The fireball was captured by a number of all-sky camera stations of the Dutch–Belgian meteor network operated by amateurs of the Dutch Meteor Society and the Meteor Section of the Royal Netherlands Association for Meteorology and Astronomy. They use automated photographic cameras with fish-eye lenses to capture images of the night sky on clear nights.
This remarkable image was captured by one of the stations, at Ermelo, operated by Koen Miskotte.
It is a 1.5 minute exposure with a Canon EOS 6D DSLR and a fish-eye lens.
The camera lens was equipped with an LCD shutter that, during the exposure, creates brief ‘breaks’ at a rate of 14 per second. These are the dark gaps in the trail making it look dashed. Because the LCD shutter rate is known, you can count the dashes and obtain the duration of the fireball: 5.3 seconds.
The image also provides information on the deceleration of the meteoroid in the atmosphere.

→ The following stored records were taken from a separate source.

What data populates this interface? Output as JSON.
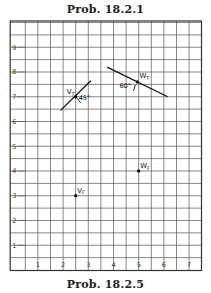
{
  "titles": {
    "top": "Prob. 18.2.1",
    "bottom": "Prob. 18.2.5"
  },
  "grid": {
    "x_labels": [
      "1",
      "2",
      "3",
      "4",
      "5",
      "6",
      "7"
    ],
    "y_labels": [
      "1",
      "2",
      "3",
      "4",
      "5",
      "6",
      "7",
      "8",
      "9"
    ],
    "x_range": [
      -0.1,
      7.5
    ],
    "y_range": [
      -0.5,
      10.0
    ],
    "minor_step": 0.5,
    "line_color": "#555555",
    "frame_color": "#333333"
  },
  "points": [
    {
      "id": "V_T",
      "label": "V",
      "sub": "T",
      "x": 2.5,
      "y": 7.0
    },
    {
      "id": "W_T",
      "label": "W",
      "sub": "T",
      "x": 4.95,
      "y": 7.6
    },
    {
      "id": "V_F",
      "label": "V",
      "sub": "F",
      "x": 2.5,
      "y": 3.0
    },
    {
      "id": "W_F",
      "label": "W",
      "sub": "F",
      "x": 5.0,
      "y": 4.0
    }
  ],
  "lines": [
    {
      "through": "V_T",
      "from": [
        1.9,
        6.45
      ],
      "to": [
        3.1,
        7.65
      ]
    },
    {
      "through": "W_T",
      "from": [
        3.75,
        8.2
      ],
      "to": [
        6.15,
        7.0
      ]
    }
  ],
  "angles": [
    {
      "at": "V_T",
      "label": "45°"
    },
    {
      "at": "W_T",
      "label": "60°"
    }
  ]
}
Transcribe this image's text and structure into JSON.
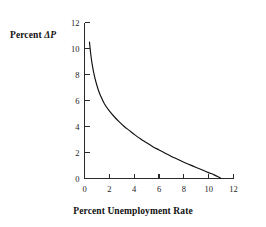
{
  "chart_data": {
    "type": "line",
    "title": "",
    "subtitle": "",
    "xlabel": "Percent Unemployment Rate",
    "ylabel": "Percent ΔP",
    "ylabel_prefix": "Percent ",
    "ylabel_symbol": "ΔP",
    "xlim": [
      0,
      12
    ],
    "ylim": [
      0,
      12
    ],
    "xticks": [
      0,
      2,
      4,
      6,
      8,
      10,
      12
    ],
    "yticks": [
      0,
      2,
      4,
      6,
      8,
      10,
      12
    ],
    "xtick_labels": [
      "0",
      "2",
      "4",
      "6",
      "8",
      "10",
      "12"
    ],
    "ytick_labels": [
      "0",
      "2",
      "4",
      "6",
      "8",
      "10",
      "12"
    ],
    "grid": false,
    "legend": null,
    "legend_position": "none",
    "series": [
      {
        "name": "Phillips curve",
        "color": "#111111",
        "x": [
          0.4,
          0.5,
          0.6,
          0.75,
          0.9,
          1.1,
          1.3,
          1.6,
          2.0,
          2.4,
          2.8,
          3.2,
          3.6,
          4.0,
          4.5,
          5.0,
          5.5,
          6.0,
          6.5,
          7.0,
          7.5,
          8.0,
          8.5,
          9.0,
          9.5,
          10.0,
          10.4,
          10.8,
          11.0
        ],
        "y": [
          10.5,
          9.6,
          8.9,
          8.1,
          7.5,
          6.85,
          6.35,
          5.75,
          5.2,
          4.75,
          4.35,
          4.0,
          3.7,
          3.4,
          3.05,
          2.75,
          2.45,
          2.2,
          1.95,
          1.7,
          1.48,
          1.25,
          1.05,
          0.85,
          0.65,
          0.45,
          0.3,
          0.12,
          0.0
        ]
      }
    ]
  },
  "figure": {
    "background_color": "#ffffff",
    "axis_color": "#2a2a2a",
    "curve_color": "#111111"
  }
}
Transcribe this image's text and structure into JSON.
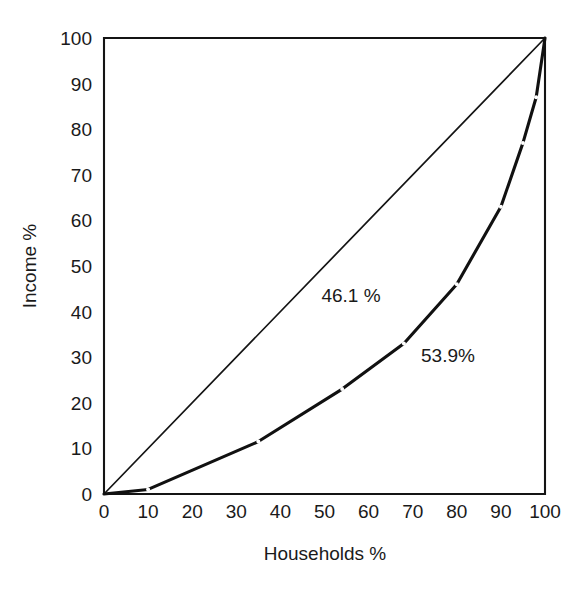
{
  "chart_data": {
    "type": "line",
    "title": "",
    "subtitle": "",
    "xlabel": "Households %",
    "ylabel": "Income %",
    "xlim": [
      0,
      100
    ],
    "ylim": [
      0,
      100
    ],
    "grid": false,
    "legend": "none",
    "x_ticks": [
      "0",
      "10",
      "20",
      "30",
      "40",
      "50",
      "60",
      "70",
      "80",
      "90",
      "100"
    ],
    "y_ticks": [
      "0",
      "10",
      "20",
      "30",
      "40",
      "50",
      "60",
      "70",
      "80",
      "90",
      "100"
    ],
    "x_tick_values": [
      0,
      10,
      20,
      30,
      40,
      50,
      60,
      70,
      80,
      90,
      100
    ],
    "y_tick_values": [
      0,
      10,
      20,
      30,
      40,
      50,
      60,
      70,
      80,
      90,
      100
    ],
    "series": [
      {
        "name": "line-of-equality",
        "style": "thin-solid",
        "x": [
          0,
          100
        ],
        "y": [
          0,
          100
        ]
      },
      {
        "name": "lorenz-curve",
        "style": "thick-solid-with-markers",
        "x": [
          0,
          10,
          35,
          54,
          68,
          80,
          90,
          95,
          98,
          100
        ],
        "y": [
          0,
          1,
          11.5,
          23,
          33,
          46,
          63,
          77,
          87,
          100
        ]
      }
    ],
    "annotations": [
      {
        "name": "area-above-curve",
        "text": "46.1 %",
        "x": 56,
        "y": 42
      },
      {
        "name": "area-below-curve",
        "text": "53.9%",
        "x": 78,
        "y": 29
      }
    ]
  },
  "axes": {
    "x_axis_label": "Households %",
    "y_axis_label": "Income %"
  }
}
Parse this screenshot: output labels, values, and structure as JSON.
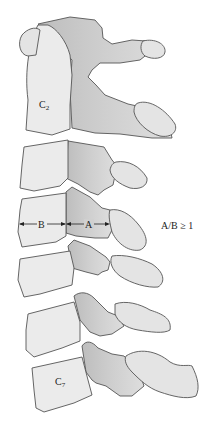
{
  "diagram": {
    "vertebra_labels": {
      "c2": {
        "main": "C",
        "sub": "2"
      },
      "c7": {
        "main": "C",
        "sub": "7"
      }
    },
    "measurements": {
      "a_label": "A",
      "b_label": "B",
      "ratio_label": "A/B ≥ 1"
    },
    "colors": {
      "body_fill": "#ebebeb",
      "arch_fill_light": "#d8d8d8",
      "arch_fill_dark": "#b5b5b5",
      "outline": "#555555"
    }
  }
}
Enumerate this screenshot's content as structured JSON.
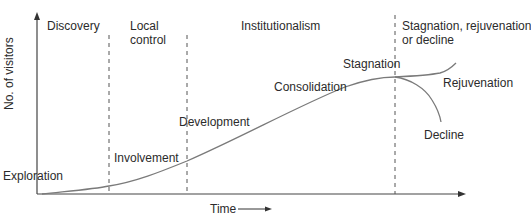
{
  "diagram": {
    "y_axis_label": "No. of visitors",
    "x_axis_label": "Time",
    "x_axis_arrow": "→",
    "eras": [
      {
        "label_line1": "Discovery",
        "label_line2": ""
      },
      {
        "label_line1": "Local",
        "label_line2": "control"
      },
      {
        "label_line1": "Institutionalism",
        "label_line2": ""
      },
      {
        "label_line1": "Stagnation, rejuvenation",
        "label_line2": "or decline"
      }
    ],
    "stages": [
      {
        "label": "Exploration"
      },
      {
        "label": "Involvement"
      },
      {
        "label": "Development"
      },
      {
        "label": "Consolidation"
      },
      {
        "label": "Stagnation"
      },
      {
        "label": "Rejuvenation"
      },
      {
        "label": "Decline"
      }
    ],
    "colors": {
      "line": "#7a7a7a",
      "axis": "#444444",
      "dashed": "#555555",
      "text": "#2b2b2b"
    }
  }
}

In this case, it entered the atmosphere at 31 km/s and had slowed to 23 km/s by the time it disappeared (because it had burnt up completely) at 53 km altitude.
The bright star trail just below the tip of the fireball is Arcturus. The Big Dipper can be seen at right, above the treeline. The bright star near the centre of the image just left of the fireball trail is Vega.
Read full details on this brief but fiery event via Marco Langbroek’s SatTrackCam blog.